▶ [YOUR OBJECTIVE] Whichever lines include the word "settings", copy them as they appear in the data.

::: MATERIALS PROVIDED :::

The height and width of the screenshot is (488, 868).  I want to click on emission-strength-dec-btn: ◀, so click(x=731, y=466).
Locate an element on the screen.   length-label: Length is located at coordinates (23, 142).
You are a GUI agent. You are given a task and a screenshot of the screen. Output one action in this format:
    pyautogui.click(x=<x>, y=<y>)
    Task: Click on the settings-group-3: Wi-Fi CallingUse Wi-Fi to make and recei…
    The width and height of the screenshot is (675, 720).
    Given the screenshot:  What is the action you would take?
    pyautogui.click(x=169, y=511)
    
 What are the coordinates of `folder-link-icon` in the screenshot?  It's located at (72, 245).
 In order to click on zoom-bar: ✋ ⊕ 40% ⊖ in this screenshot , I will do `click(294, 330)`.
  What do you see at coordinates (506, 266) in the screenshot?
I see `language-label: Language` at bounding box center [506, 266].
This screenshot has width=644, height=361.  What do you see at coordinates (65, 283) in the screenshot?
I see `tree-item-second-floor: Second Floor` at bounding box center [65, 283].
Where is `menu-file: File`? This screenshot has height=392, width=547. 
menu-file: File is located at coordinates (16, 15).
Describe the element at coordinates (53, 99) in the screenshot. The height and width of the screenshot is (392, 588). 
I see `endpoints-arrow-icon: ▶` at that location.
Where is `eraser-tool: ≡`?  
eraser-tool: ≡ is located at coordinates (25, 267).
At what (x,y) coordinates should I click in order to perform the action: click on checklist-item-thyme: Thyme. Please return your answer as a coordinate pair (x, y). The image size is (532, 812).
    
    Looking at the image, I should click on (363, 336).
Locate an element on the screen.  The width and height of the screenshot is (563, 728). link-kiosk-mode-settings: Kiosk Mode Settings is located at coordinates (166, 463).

:::

▶ [RESULT FOR THIS EXERCISE]
    Task: Click on the settings-group-3: Wi-Fi CallingUse Wi-Fi to make and recei…
Locate an element on the screen.  The width and height of the screenshot is (563, 728). link-kiosk-mode-settings: Kiosk Mode Settings is located at coordinates (166, 463).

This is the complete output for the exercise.